It's Impossible to Guess 49ers' First-round Draft Pick

For a team with few glaring weaknesses, 49ers are hard to peg in mock drafts going into Thursday's first round.

You have to feel a bit sorry for those folks who put together mock drafts when it comes to the San Francisco 49ers this week.

First, San Francisco doesn’t pick until the 30th slot of the first round. A lot can happen before General Manager Trent Baalke makes his move Thursday night in Round 1 of the NFL selection process.

And second, how does an outsider accurately peg what the Niners will do when they have no glaring weaknesses and just one hole in the starting lineup?

Though Baalke said last week he’s excited because he’s targeted a player whom he believes will be available with choice No. 30, chances are he has a Plan B, a Plan C and a Plan D – or maybe he was just blowing smoke with a bogus Plan A.

The 49ers do have some needs, but none absolutely, positively must be addressed with an impact player in the bottom half of Round 1 Thursday night. The starting right guard spot is vacant; another wide receiver would be good; a team can never have too many good players in its secondary; and depth along the offensive and defensive lines would be helpful.

But, as Phil Barber of the Santa Rosa Press Democrat noted in a story over the weekend, who do you draft for a team that has everything?
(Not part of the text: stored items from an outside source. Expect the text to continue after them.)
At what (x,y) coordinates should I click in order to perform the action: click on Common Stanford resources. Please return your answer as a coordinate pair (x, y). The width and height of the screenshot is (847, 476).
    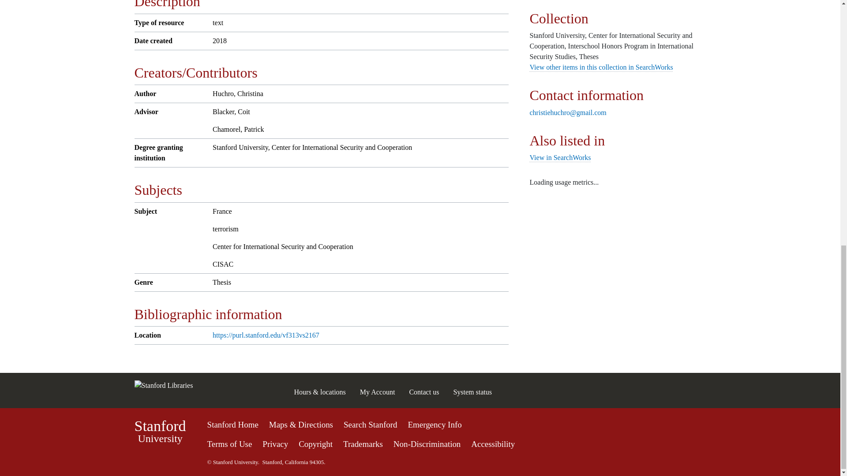
    Looking at the image, I should click on (423, 392).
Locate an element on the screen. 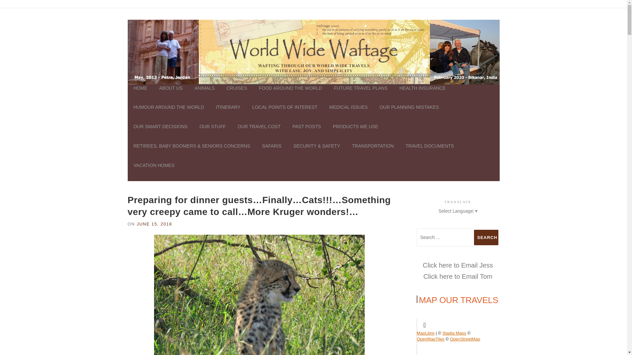 Image resolution: width=632 pixels, height=355 pixels. OUR PLANNING MISTAKES is located at coordinates (409, 113).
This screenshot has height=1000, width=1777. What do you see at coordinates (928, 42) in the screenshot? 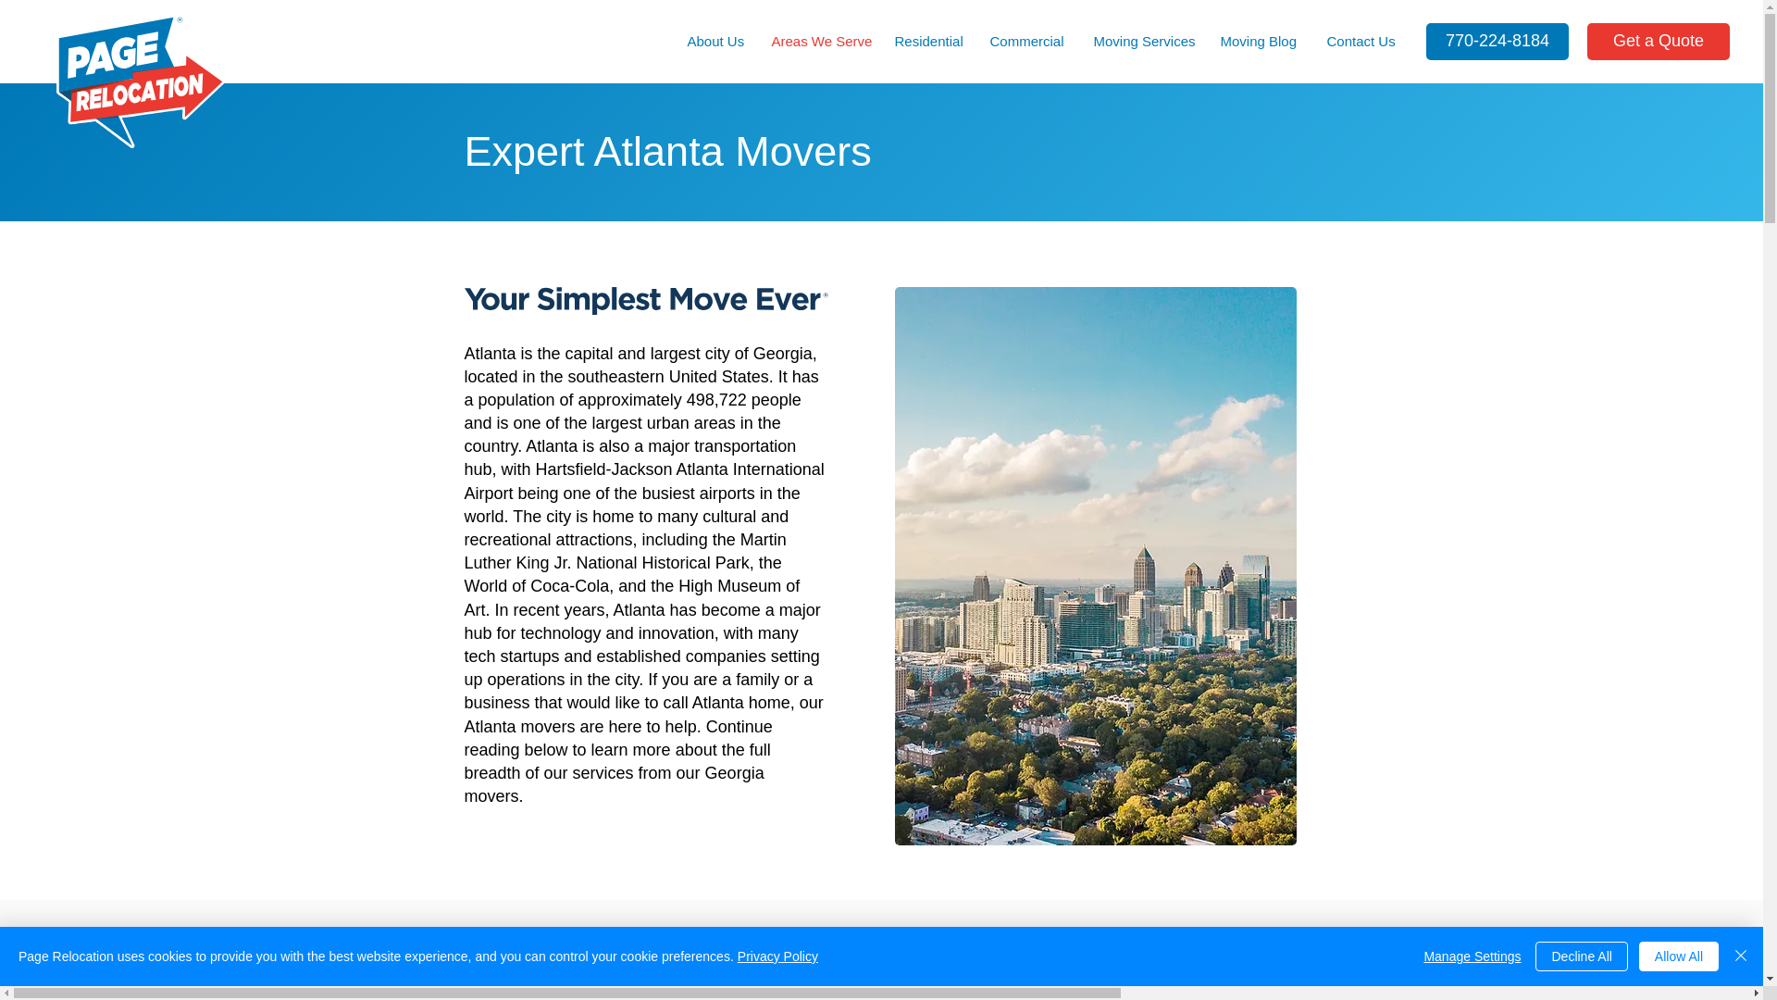
I see `Residential` at bounding box center [928, 42].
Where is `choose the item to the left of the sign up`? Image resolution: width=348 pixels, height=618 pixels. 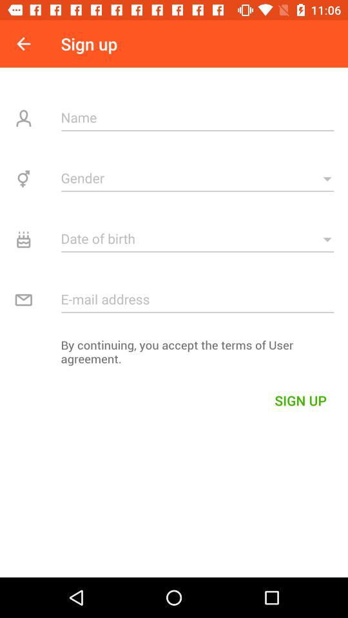 choose the item to the left of the sign up is located at coordinates (23, 44).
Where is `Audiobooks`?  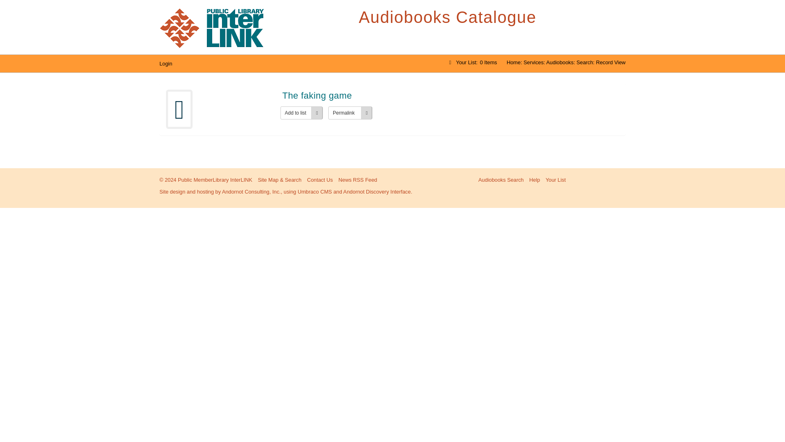
Audiobooks is located at coordinates (560, 62).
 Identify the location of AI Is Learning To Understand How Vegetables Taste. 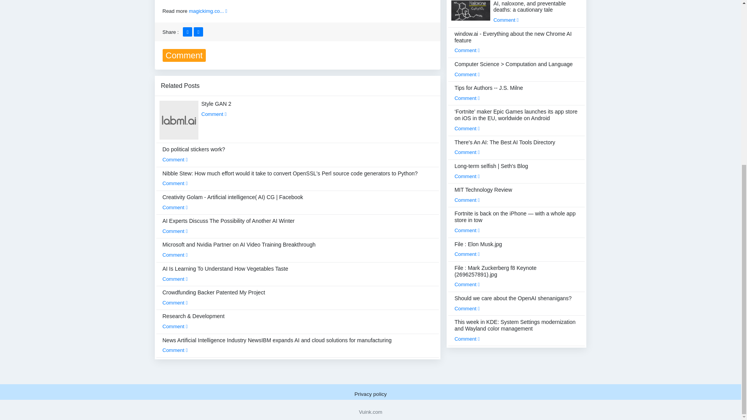
(226, 273).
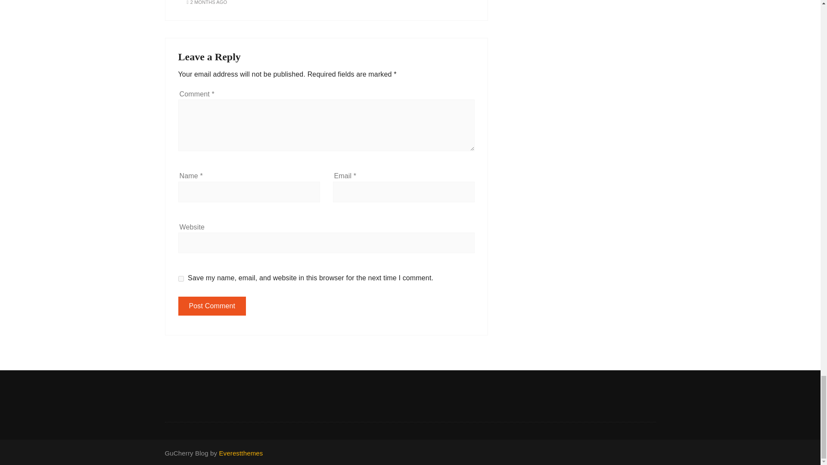  What do you see at coordinates (241, 453) in the screenshot?
I see `Everestthemes` at bounding box center [241, 453].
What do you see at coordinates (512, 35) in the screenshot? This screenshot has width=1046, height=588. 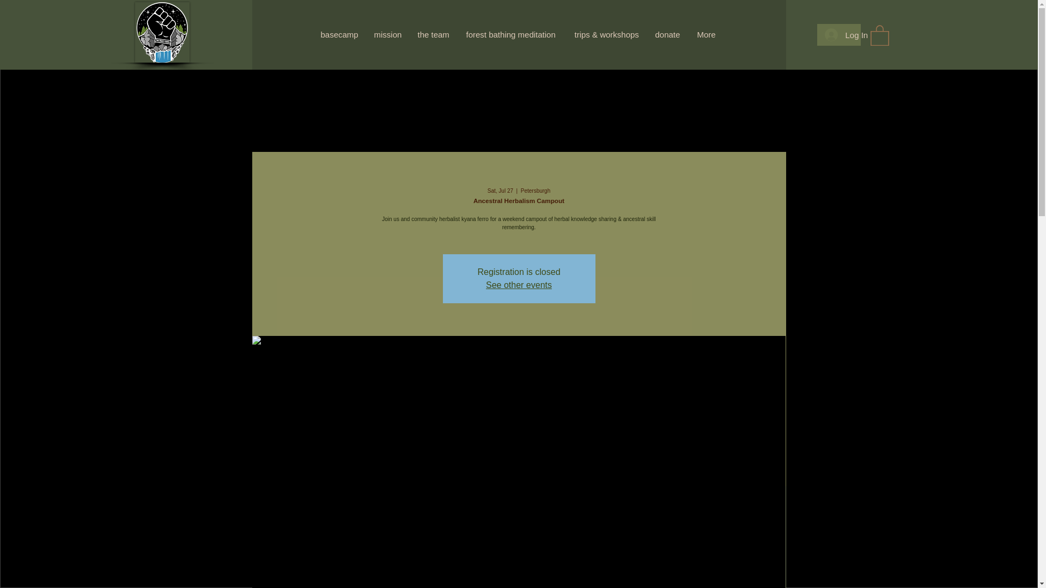 I see `forest bathing meditation` at bounding box center [512, 35].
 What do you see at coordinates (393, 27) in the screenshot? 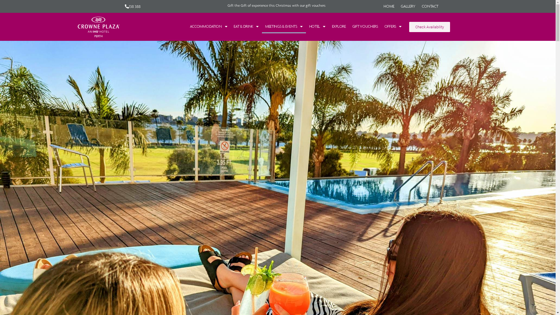
I see `OFFERS` at bounding box center [393, 27].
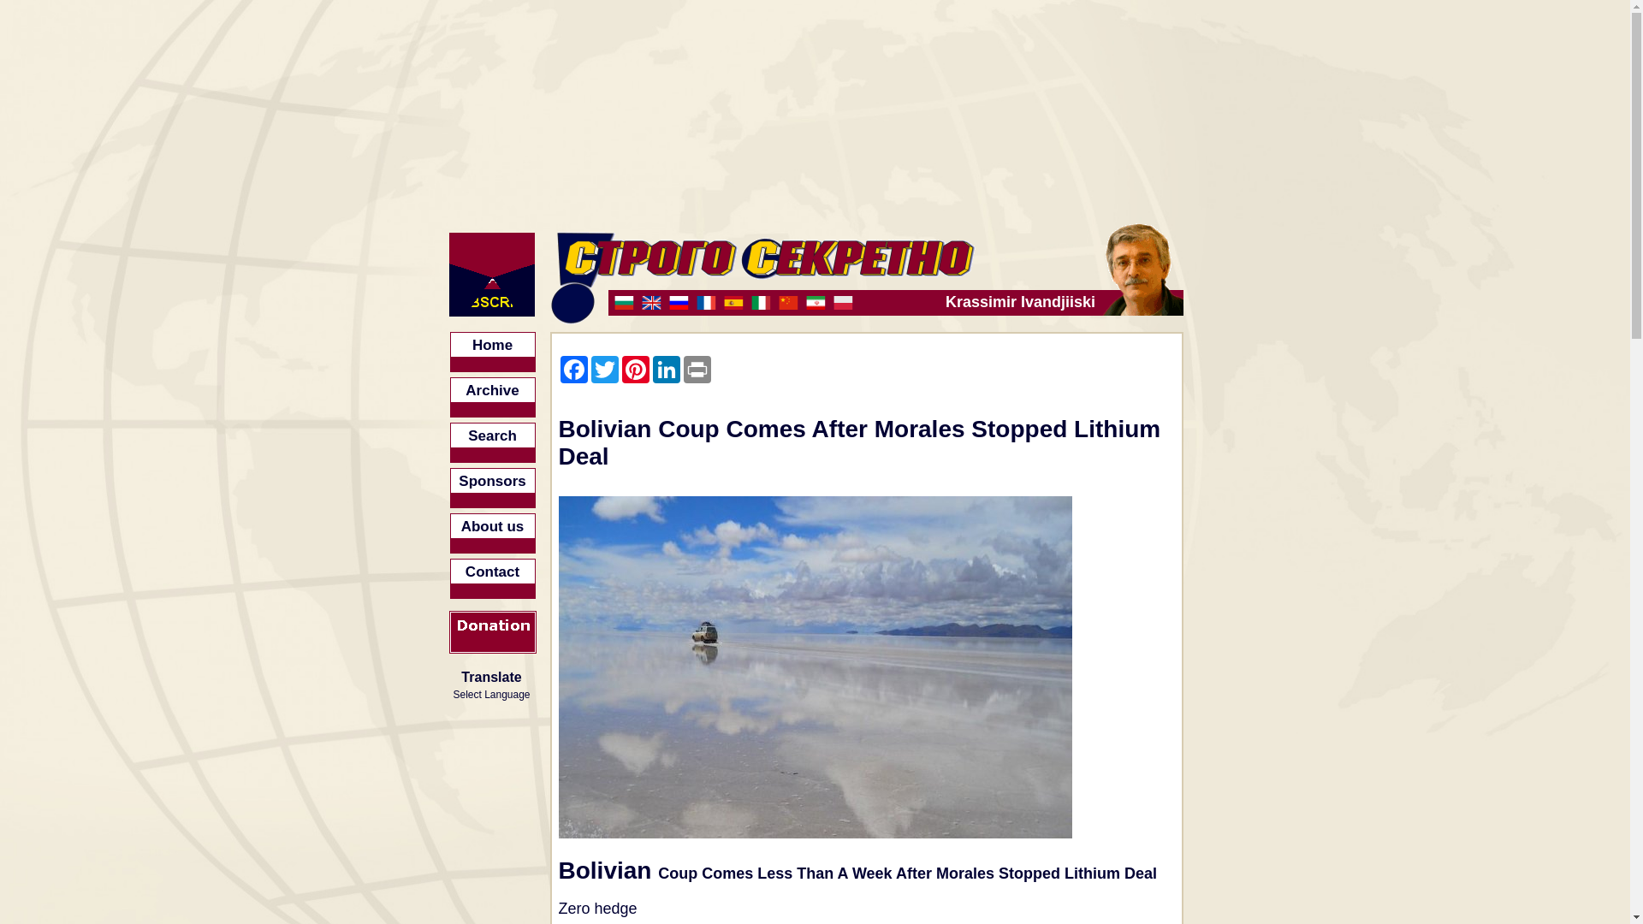  Describe the element at coordinates (1325, 840) in the screenshot. I see `Advertisement` at that location.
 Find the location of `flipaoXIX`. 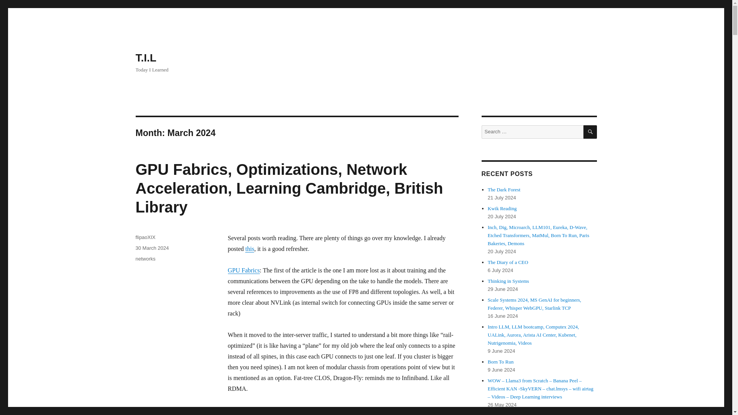

flipaoXIX is located at coordinates (145, 238).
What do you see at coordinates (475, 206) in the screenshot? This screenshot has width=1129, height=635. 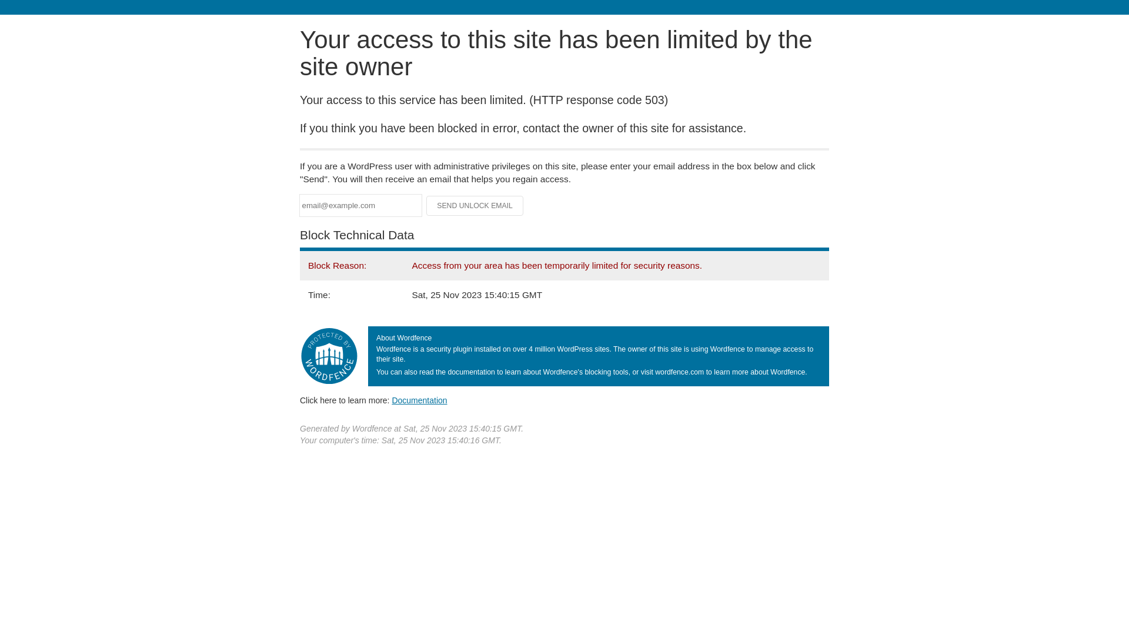 I see `Send Unlock Email` at bounding box center [475, 206].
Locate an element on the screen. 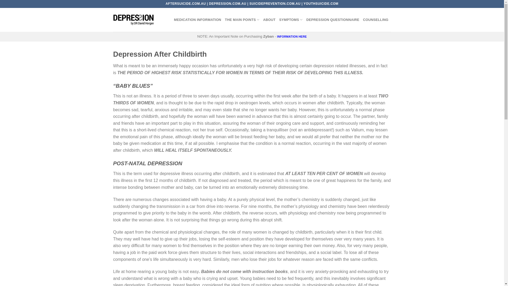 The width and height of the screenshot is (508, 286). INFORMATION HERE is located at coordinates (292, 36).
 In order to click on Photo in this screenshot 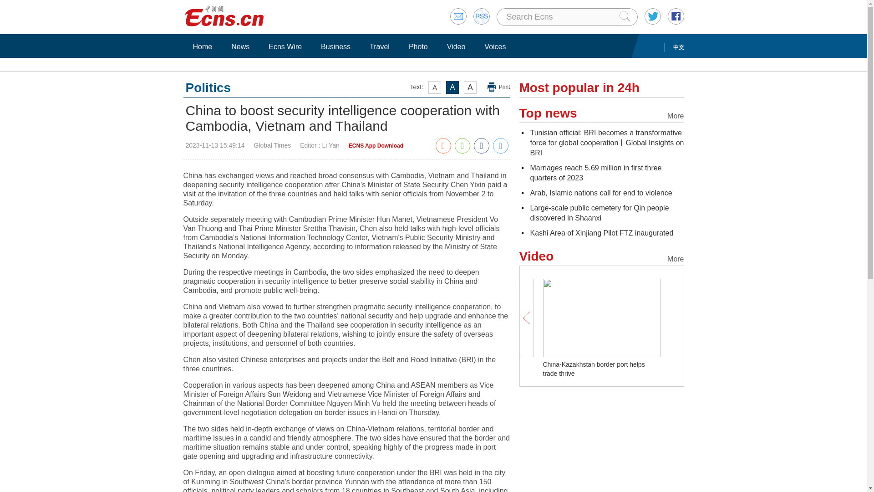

San Francisco has seven picks in the draft – one in every round – so it obviously will draft seven new prospects (unless there is a trade). But the roster is loaded. Of the team’s 18 drafted players since 2010, 15 are still on the roster, reports Eric Branch of the San Francisco Chronicle, so the roster needs “only mild massaging” he writes, not a full-scale makeover.

“We like our roster,” Baalke told the Press Democrat. “But we also believe that there’s a lot of work to be done.”

So what does it all mean?

It means expect the unexpected come Thursday night. Expect a bold trade up (or down). Expect the selection of an outstanding player at a position at which the 49ers already are stocked – tight end, running back, linebacker, quarterback, the secondary.

Don’t expect that just because the 49ers have a spot at right guard that Baalke will use his primary draft card to fill it, when that need might be well addressed in a later round.

If the Niners do happen to pick a player for a perceived need – right guard or wide receiver – it will probably be just happenstance: that the best player available on the draft board, in Baalke’s opinion, just happens to play one of those positions.

Otherwise, Thursday is wild-card night.

It’s almost impossible to know which card he’s going to pluck from the deck.